Jane Austen

Jane Austen is one of the most famous and beloved writers in the canon of English literature, thought by many to be second only to Shakespeare. As Alfred, Lord Tennyson wrote in 1870: ā€˜Miss Austen understood the smallness of life to perfection. She was a great artist, equal in her small sphere to Shakespeare…ā€™

More recently, Austen critic John Mullan declared that Shakespeare and Dickens are ā€˜the only other English writers who can rival her continuing international appealā€™ (What Matters in Jane Austen? 2012).

Today, 200 years after her death, Jane Austenā€™s six completed novels ā€“ Sense and Sensibility, Pride and Prejudice, Mansfield Park, Emma,Ā Northanger Abbey andĀ Persuasion ā€“ are known and loved around the world. They have been translated into dozens of languages and are regularly adapted for film, TV and theatre. They have spawned sequels, prequels and spin offs, and there are countless festivals, clubs and societies in her honour.

Her name is a byword for wit, social observation and insight into the lives of women in the early 19th century. She is celebrated as a social observer, a moralist, a comic genius, and as a popular and universal writer. Itā€™s all quite an achievement for the younger daughter of a country Rector who completed her formal education at the age of eleven and was never publicly acknowledged as a writer during her lifetime.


Problem statement
Pull out every line with the word "Role" from the entries below.

** Opening Data in this exercise block **

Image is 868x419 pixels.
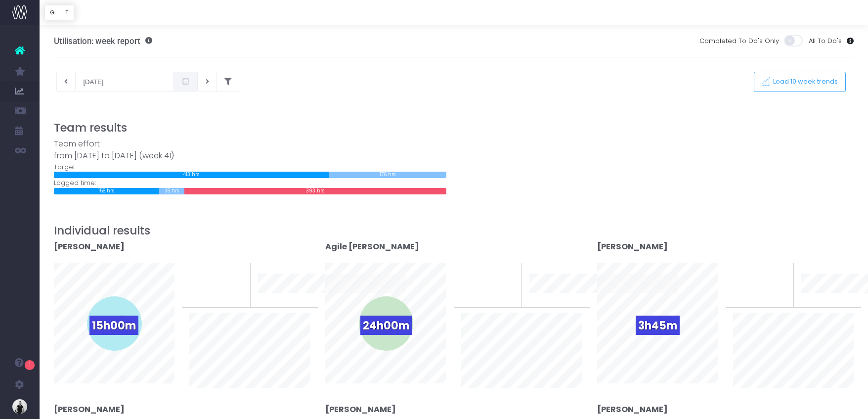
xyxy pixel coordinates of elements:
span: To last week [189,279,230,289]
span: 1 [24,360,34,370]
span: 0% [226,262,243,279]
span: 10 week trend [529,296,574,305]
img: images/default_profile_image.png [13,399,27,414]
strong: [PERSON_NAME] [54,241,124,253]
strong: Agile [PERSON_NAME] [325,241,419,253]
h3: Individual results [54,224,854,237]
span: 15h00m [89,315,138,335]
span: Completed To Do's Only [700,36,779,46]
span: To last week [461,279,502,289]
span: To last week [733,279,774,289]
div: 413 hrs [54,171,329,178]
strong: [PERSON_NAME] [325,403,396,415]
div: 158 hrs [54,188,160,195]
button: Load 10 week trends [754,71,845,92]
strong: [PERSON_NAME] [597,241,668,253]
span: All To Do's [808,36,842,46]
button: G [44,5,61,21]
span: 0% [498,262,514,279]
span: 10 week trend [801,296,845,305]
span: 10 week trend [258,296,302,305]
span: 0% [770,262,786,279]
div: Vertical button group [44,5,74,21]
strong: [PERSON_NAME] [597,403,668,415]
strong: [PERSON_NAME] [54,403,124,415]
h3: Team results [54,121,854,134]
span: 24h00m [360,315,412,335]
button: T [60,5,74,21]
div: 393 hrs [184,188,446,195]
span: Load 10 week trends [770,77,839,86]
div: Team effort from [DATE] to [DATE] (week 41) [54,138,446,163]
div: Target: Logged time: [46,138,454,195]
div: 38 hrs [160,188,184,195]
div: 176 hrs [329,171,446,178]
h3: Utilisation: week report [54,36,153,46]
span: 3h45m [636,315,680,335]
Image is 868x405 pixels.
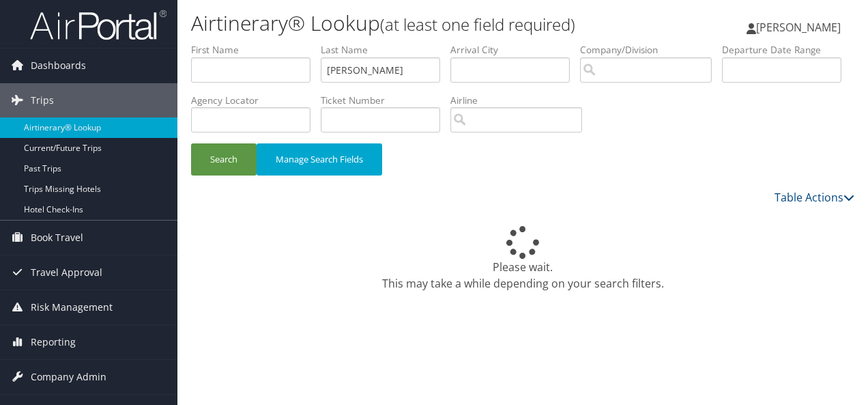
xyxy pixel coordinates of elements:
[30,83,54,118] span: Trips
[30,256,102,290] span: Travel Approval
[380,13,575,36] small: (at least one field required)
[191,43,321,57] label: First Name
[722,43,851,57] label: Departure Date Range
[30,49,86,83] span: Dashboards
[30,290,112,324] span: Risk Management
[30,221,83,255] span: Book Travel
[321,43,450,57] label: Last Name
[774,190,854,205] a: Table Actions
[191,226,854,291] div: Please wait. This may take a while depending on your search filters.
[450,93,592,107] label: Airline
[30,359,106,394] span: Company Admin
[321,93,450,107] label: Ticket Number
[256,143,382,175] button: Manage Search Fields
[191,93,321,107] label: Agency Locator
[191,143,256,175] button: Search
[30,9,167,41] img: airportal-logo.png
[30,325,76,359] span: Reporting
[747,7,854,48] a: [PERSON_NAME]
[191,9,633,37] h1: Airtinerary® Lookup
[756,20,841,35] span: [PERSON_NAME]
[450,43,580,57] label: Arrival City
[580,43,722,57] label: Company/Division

** Closing Data in this exercise block **
** Opening Data in this exercise block **

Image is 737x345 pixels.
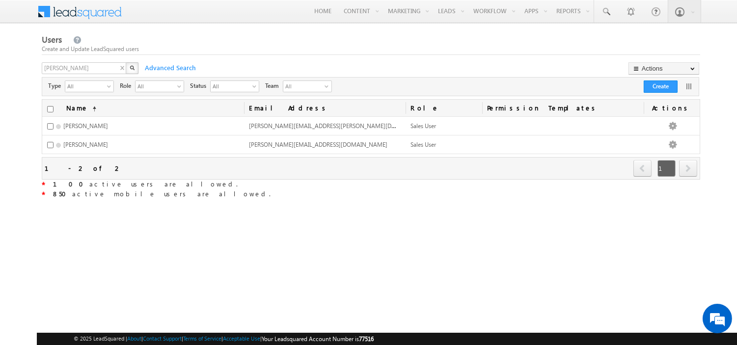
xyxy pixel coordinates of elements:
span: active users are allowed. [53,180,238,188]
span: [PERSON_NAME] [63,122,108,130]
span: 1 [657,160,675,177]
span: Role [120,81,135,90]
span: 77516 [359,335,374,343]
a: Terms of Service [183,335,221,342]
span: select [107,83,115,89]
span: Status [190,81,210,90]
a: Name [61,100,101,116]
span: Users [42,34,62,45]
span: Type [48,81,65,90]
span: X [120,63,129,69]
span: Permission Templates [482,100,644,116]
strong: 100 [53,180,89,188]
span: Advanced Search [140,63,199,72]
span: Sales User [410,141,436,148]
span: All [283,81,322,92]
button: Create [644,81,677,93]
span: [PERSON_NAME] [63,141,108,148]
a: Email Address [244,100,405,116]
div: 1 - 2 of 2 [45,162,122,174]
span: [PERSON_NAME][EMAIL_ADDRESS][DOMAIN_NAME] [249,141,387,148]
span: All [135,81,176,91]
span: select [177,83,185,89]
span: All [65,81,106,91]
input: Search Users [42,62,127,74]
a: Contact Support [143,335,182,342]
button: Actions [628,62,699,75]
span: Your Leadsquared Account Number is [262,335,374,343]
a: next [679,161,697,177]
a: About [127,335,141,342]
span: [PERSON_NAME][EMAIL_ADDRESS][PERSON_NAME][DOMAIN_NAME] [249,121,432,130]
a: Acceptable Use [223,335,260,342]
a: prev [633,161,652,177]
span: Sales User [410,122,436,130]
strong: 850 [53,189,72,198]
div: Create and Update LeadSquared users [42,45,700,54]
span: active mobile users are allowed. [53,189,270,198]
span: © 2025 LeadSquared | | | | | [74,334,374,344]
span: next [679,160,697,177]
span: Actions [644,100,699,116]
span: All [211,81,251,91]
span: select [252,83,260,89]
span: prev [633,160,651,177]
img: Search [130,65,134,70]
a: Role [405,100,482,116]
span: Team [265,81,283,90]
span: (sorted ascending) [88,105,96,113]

** Closing Data in this exercise block **
** Opening Data in this exercise block **

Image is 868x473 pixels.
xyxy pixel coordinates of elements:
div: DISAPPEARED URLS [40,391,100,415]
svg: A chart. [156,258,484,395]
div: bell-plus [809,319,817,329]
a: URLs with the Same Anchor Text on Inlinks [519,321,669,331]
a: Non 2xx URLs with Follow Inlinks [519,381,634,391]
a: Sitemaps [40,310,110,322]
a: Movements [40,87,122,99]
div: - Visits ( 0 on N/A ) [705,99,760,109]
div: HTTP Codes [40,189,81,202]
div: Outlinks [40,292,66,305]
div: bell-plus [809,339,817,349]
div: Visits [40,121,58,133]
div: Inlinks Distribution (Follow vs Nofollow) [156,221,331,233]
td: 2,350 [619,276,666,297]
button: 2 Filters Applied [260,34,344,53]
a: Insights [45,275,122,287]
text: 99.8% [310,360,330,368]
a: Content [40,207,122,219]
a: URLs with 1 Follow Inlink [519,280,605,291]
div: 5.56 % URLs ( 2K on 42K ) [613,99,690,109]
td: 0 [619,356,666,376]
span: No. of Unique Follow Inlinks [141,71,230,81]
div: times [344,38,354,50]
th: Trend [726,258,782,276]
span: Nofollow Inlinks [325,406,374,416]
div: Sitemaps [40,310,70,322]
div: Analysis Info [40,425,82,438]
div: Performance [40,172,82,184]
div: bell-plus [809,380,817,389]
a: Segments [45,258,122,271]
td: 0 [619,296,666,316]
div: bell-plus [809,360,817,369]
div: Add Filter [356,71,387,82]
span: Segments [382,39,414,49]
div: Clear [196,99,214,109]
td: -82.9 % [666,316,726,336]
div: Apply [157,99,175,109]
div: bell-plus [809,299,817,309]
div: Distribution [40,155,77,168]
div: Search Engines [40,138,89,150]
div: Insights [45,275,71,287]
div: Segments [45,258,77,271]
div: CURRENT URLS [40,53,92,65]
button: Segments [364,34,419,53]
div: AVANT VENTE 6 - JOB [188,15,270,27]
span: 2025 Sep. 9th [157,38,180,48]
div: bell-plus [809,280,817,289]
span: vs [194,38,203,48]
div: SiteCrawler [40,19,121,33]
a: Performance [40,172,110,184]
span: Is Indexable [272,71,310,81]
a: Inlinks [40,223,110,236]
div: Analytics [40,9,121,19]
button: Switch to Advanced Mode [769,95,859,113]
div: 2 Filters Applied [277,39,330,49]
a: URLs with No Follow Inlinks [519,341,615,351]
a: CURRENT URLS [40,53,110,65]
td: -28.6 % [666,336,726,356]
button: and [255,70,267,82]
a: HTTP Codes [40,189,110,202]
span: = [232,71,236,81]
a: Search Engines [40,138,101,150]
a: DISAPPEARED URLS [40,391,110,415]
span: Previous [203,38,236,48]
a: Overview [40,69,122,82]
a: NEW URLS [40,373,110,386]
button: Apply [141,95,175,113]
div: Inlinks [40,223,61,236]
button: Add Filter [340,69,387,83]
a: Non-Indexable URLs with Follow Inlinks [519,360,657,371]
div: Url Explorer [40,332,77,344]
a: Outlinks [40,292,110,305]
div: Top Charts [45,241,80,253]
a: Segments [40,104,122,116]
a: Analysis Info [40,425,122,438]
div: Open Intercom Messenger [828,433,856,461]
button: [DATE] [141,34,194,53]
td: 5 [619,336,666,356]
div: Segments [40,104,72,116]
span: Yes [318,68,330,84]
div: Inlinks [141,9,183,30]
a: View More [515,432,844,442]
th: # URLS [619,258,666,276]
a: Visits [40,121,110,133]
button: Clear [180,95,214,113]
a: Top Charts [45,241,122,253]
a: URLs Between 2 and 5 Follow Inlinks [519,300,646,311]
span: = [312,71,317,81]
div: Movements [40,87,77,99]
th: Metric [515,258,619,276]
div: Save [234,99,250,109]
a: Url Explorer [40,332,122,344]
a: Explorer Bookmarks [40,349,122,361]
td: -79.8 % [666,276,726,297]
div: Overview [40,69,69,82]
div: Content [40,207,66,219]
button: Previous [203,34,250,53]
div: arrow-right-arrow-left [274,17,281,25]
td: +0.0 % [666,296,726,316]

** Closing Data in this exercise block **

Your solution
span: Role [120,81,135,90]
a: Role [405,100,482,116]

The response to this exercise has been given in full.